RS:The Defiant Mind is a book about the wonder that is the human brain, both before it has been damaged and after, when it’s struggling to pick up the pieces and make some sense of the muddle it has become ? the jigsaw puzzle of scattered recollections, unidentifiable objects, inexplicable emotions, impenetrable ideas. I hoped the book would be useful to other stroke survivors, care-givers and therapists. I also hoped it would help the general public understand what a stroke is, at least from my perspective. I felt that most people simply didn’t understand stroke; I certainly didn’t before my brain attack. I think most people see stroke as heart attack’s lesser cousin. But if my book doesn’t achieve these goals at least it will have been another form of therapy for me; another way to explore my own experience. Writing also puts my brain to work, which seems essential to my recovery. I still write poems and I’m now plotting a novel that has been nagging me for years.

Q: How did having a stroke affect your daily activities?

RS: As with most stroke survivors, in some ways my life has changed dramatically, in other ways not much. I’m still handicapped so there are many activities I can no longer do. I used to play golf. I no longer can, although recently I have gone with a friend to try to hit balls. Most of our time is spent sitting on a bench talking about Tai Chi and various other exercises that might help me. He’s a martial arts expert. Being in an old familiar environment is simply good for my spirit. I tire more easily than I used to; I take a nap at least once a day. I can’t work in the garden which I used to love doing, my hands in soil. But I still enjoy the plants, so I sit amongst them and the trees. And there are a few little things like tying my shoes I can’t do, but my ultimate goal is to care for myself. I’m determined to do as much possible for myself. Yes, I get frustrated but then I think about how far I’ve come. At least three to four times a week I go to a local pool. I can exercise in water with abandon. I love the water’s primal feel and wish it had been a part of my therapy from the beginning. Otherwise I try to do as many of the things I used to do, with a little less rush.

Q: If there’s a message you could send others who are recovering from a stroke, what would you say to them?

RS: “Expect full recovery,” Jill Bolte Taylor advises. I agree. I have experienced new neuro pathways forming, literally. There is no time limit on changes. They may be slow, very slow, but they happen. As the Irish proverb says, “When God made time, He made plenty of it.”

Q: Are there any ways in which your life is better now?

RS: In some ways I feel I’m more productive now than I was before. As hackneyed as this sounds, I appreciate life more than I did before. I’m happy to have witnessed the birth of a new grandson; this was pretty special.

4 Responses to “Stroke and distance”

  1. Dan Dunaway says:

    That’s quite a battle you’ve fought, Ron. I’m looking forward to hearing your talk in the New Year at the Sidney Library.

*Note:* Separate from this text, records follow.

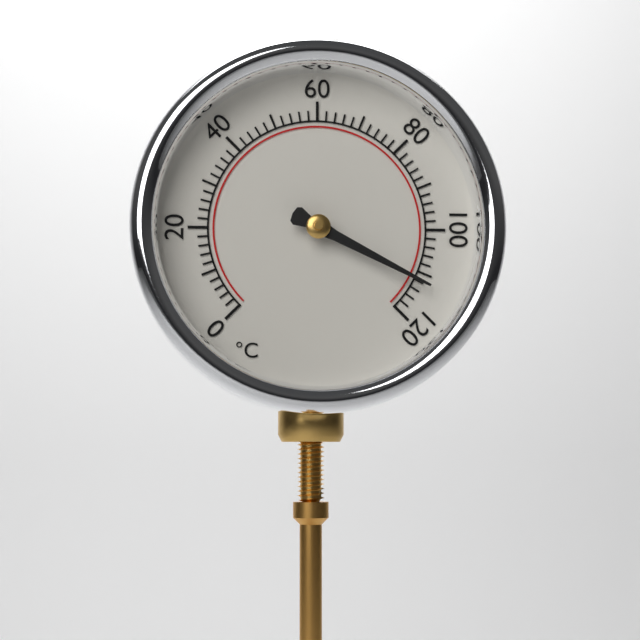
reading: 112 °C
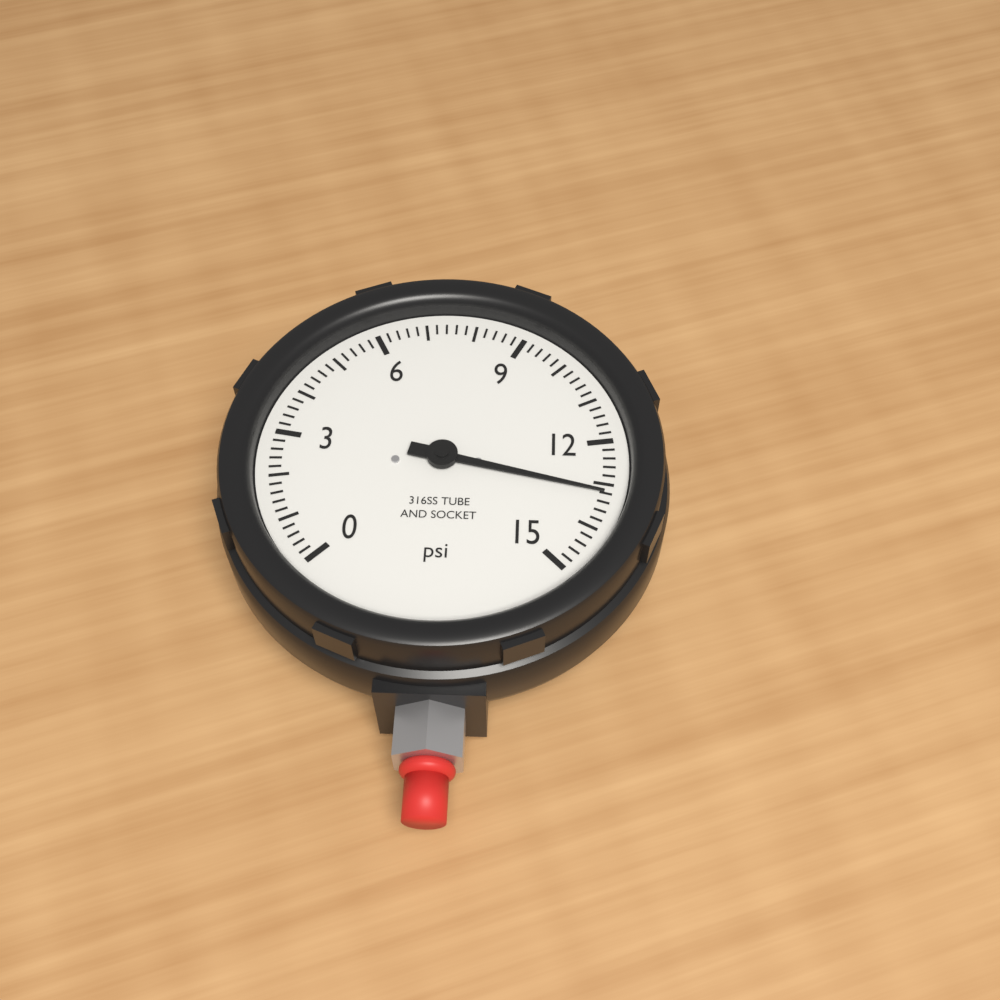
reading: 13.2 psi
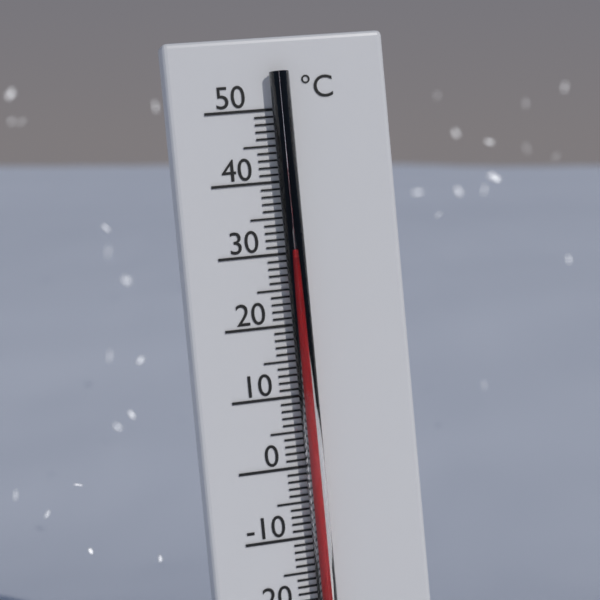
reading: 29 °C
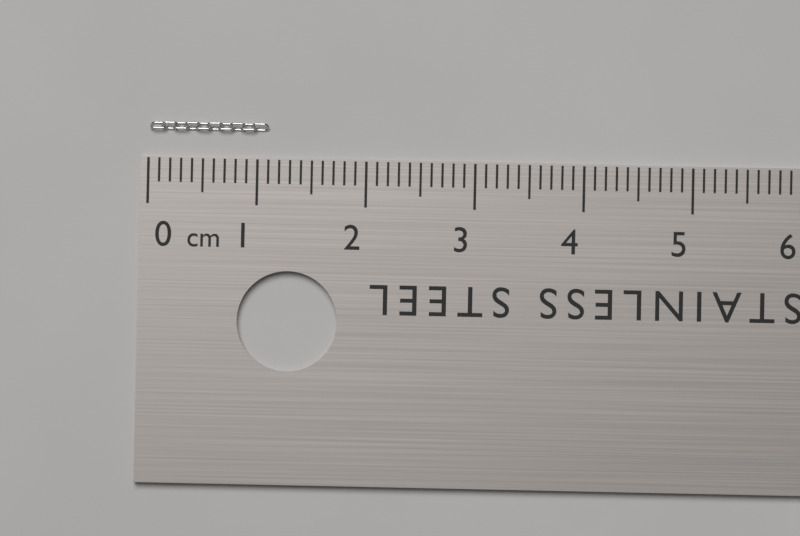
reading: 1.1 cm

    Wishing you a joyful Christmas, Dan

  2. Sarah Belson says:

    Great to hear your story Ron and to understand more about your life after stroke.

    Sarah Belson
    World Stroke Organisation

  3. anne cameron says:

    Keep on keeping on, Ron!! Life might have changed, but it isn’t over, there are still books to publish, still walks to take and still loving hands to hold.
    I call my cane “my upstanding friend”. Couldn’t handle a walker, got rid of it early on because it felt to me as if the bugger was fighting me every inch of the way.

    • Ron Smith says:

      Thanks for your note, Anne. Much appreciated. I assume you’ve had a stroke? I didn’t know. Sorry to hear this news. Yes, getting rid of the wheelchair and then the walker made a huge difference to my life, especially after I was told that neither was possible. Life is good!

Leave a Reply

Your email address will not be published. Required fields are marked *

  • About Us

    BC BookLook is an independent website dedicated to continuously promoting the literary culture of British Columbia.